The 31-year-old oversees a program for Los Angeles County’s Department of Public Health that educates medical providers about pre-exposure prophylaxis (PrEP), a medication that decreases the risk of HIV up to 99 percent when taken as prescribed. Under Moore’s leadership, the program has reached more than 700 clinics in six weeks.

“It’s a one in two lifetime risk if nothing changes, but there are many tools we have,” Moore said. “So let’s use this as a call to action [to] get more black gay men on PrEP and aware of their status through routine HIV testing in order to keep them HIV-negative.”

Moore, who manages the social marketing strategy for Get PrEP LA, is focused on changing the way HIV-prevention messaging is marketed to black gay men from multiple walks of life. He noted that traditional messaging often focuses on stereotypes.

“Every black gay man is not wearing baggy pants. Every black gay man is not on the down-low,” he said. “There are a lot of black gay men who are in the middle class who are overlooked by the messaging and are being missed.”

LA-based physician Leo Moore
LA-based physician Leo MooreGrant Harvey

Reducing HIV rates might be a daunting task, but the Alabama native is no stranger to overcoming obstacles. He was the first in his family to graduate from medical school.

“There are a lot of barriers that I had to overcome to get through medical school, starting as early as high school being told by guidance counselors that with my grades I’d never become a doctor, to college having a pre-medical adviser tell me that it was going to be really difficult for me getting into medical school,” he said.

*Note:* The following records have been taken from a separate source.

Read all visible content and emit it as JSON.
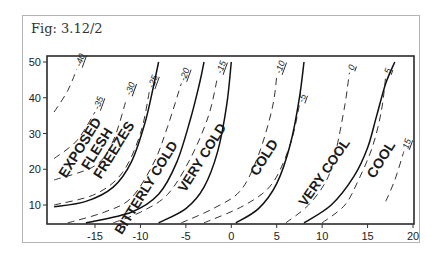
{
  "figure": {
    "label": "Fig: 3.12/2"
  },
  "chart_data": {
    "type": "line",
    "title": "Fig: 3.12/2",
    "subtitle": "",
    "xlabel": "",
    "ylabel": "",
    "xlim": [
      -19.5,
      20
    ],
    "ylim": [
      5,
      52
    ],
    "grid": false,
    "legend": "none",
    "x_ticks": [
      "-15",
      "-10",
      "-5",
      "0",
      "5",
      "10",
      "15",
      "20"
    ],
    "y_ticks": [
      "10",
      "20",
      "30",
      "40",
      "50"
    ],
    "zone_boundaries_solid": [
      {
        "name": "boundary-exposed-bitterly",
        "label": "-25",
        "points": [
          [
            -19.5,
            9.5
          ],
          [
            -16,
            11
          ],
          [
            -13,
            15
          ],
          [
            -11,
            22
          ],
          [
            -9.5,
            33
          ],
          [
            -8.5,
            44
          ],
          [
            -8,
            50
          ]
        ]
      },
      {
        "name": "boundary-bitterly-verycold",
        "label": "-20",
        "points": [
          [
            -16,
            5
          ],
          [
            -11,
            8
          ],
          [
            -8,
            13
          ],
          [
            -6,
            22
          ],
          [
            -4.5,
            34
          ],
          [
            -3.5,
            44
          ],
          [
            -3,
            50
          ]
        ]
      },
      {
        "name": "boundary-verycold-cold",
        "label": "-15",
        "points": [
          [
            -8,
            5
          ],
          [
            -5,
            9
          ],
          [
            -3,
            15
          ],
          [
            -1.5,
            25
          ],
          [
            -0.5,
            38
          ],
          [
            0,
            50
          ]
        ]
      },
      {
        "name": "boundary-cold-verycool",
        "label": "-10",
        "points": [
          [
            0.5,
            5
          ],
          [
            3,
            9
          ],
          [
            5,
            16
          ],
          [
            6.5,
            27
          ],
          [
            7.5,
            40
          ],
          [
            8,
            50
          ]
        ]
      },
      {
        "name": "boundary-verycool-cool",
        "label": "10",
        "points": [
          [
            8,
            5
          ],
          [
            11,
            10
          ],
          [
            13.5,
            18
          ],
          [
            15,
            26
          ],
          [
            16,
            35
          ],
          [
            17,
            44
          ],
          [
            18,
            50
          ]
        ]
      }
    ],
    "isotherms_dashed": [
      {
        "label": "-40",
        "points": [
          [
            -19.5,
            36
          ],
          [
            -18,
            42
          ],
          [
            -17,
            48
          ]
        ]
      },
      {
        "label": "-35",
        "points": [
          [
            -19.5,
            23
          ],
          [
            -17,
            28
          ],
          [
            -15,
            36
          ]
        ]
      },
      {
        "label": "-30",
        "points": [
          [
            -19.5,
            17
          ],
          [
            -15,
            21
          ],
          [
            -13,
            28
          ],
          [
            -11.5,
            40
          ]
        ]
      },
      {
        "label": "-25",
        "points": [
          [
            -19.5,
            10
          ],
          [
            -15,
            13
          ],
          [
            -12,
            19
          ],
          [
            -10,
            30
          ],
          [
            -9,
            42
          ]
        ]
      },
      {
        "label": "-20",
        "points": [
          [
            -18,
            5
          ],
          [
            -14,
            8
          ],
          [
            -11,
            12
          ],
          [
            -8.5,
            22
          ],
          [
            -7,
            32
          ],
          [
            -5.5,
            44
          ]
        ]
      },
      {
        "label": "-15",
        "points": [
          [
            -13,
            5
          ],
          [
            -10,
            8
          ],
          [
            -7,
            13
          ],
          [
            -4.5,
            23
          ],
          [
            -2.5,
            35
          ],
          [
            -1.5,
            46
          ]
        ]
      },
      {
        "label": "-10",
        "points": [
          [
            -5.5,
            5
          ],
          [
            -2,
            9
          ],
          [
            1,
            14
          ],
          [
            3,
            24
          ],
          [
            4.5,
            37
          ],
          [
            5,
            46
          ]
        ]
      },
      {
        "label": "-5",
        "points": [
          [
            -3,
            5
          ],
          [
            1.5,
            10
          ],
          [
            4.5,
            16
          ],
          [
            6.5,
            27
          ],
          [
            7.5,
            38
          ]
        ]
      },
      {
        "label": "0",
        "points": [
          [
            6,
            5
          ],
          [
            8.5,
            10
          ],
          [
            10.5,
            17
          ],
          [
            11.5,
            25
          ],
          [
            12.5,
            38
          ],
          [
            13,
            47
          ]
        ]
      },
      {
        "label": "5",
        "points": [
          [
            10,
            5
          ],
          [
            12.5,
            10
          ],
          [
            14,
            17
          ],
          [
            15.5,
            26
          ],
          [
            16.5,
            36
          ],
          [
            17,
            46
          ]
        ]
      },
      {
        "label": "15",
        "points": [
          [
            17,
            11
          ],
          [
            18,
            17
          ],
          [
            19,
            25
          ]
        ]
      }
    ],
    "zones": [
      {
        "label_lines": [
          "EXPOSED",
          "FLESH",
          "FREEZES"
        ]
      },
      {
        "label_lines": [
          "BITTERLY COLD"
        ]
      },
      {
        "label_lines": [
          "VERY COLD"
        ]
      },
      {
        "label_lines": [
          "COLD"
        ]
      },
      {
        "label_lines": [
          "VERY COOL"
        ]
      },
      {
        "label_lines": [
          "COOL"
        ]
      }
    ]
  }
}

But the Morehouse School of Medicine graduate proved them wrong. Now he’s confident about slowing HIV rates.

“I’m really, really excited and hopeful for the future, because there are black gay men with their hands in the fight and are really focused on advocating for other black gay men,” Moore said. “I really do think that the best messages and best programs are going to be largely shepherded and spearheaded by the community — by black gay men.”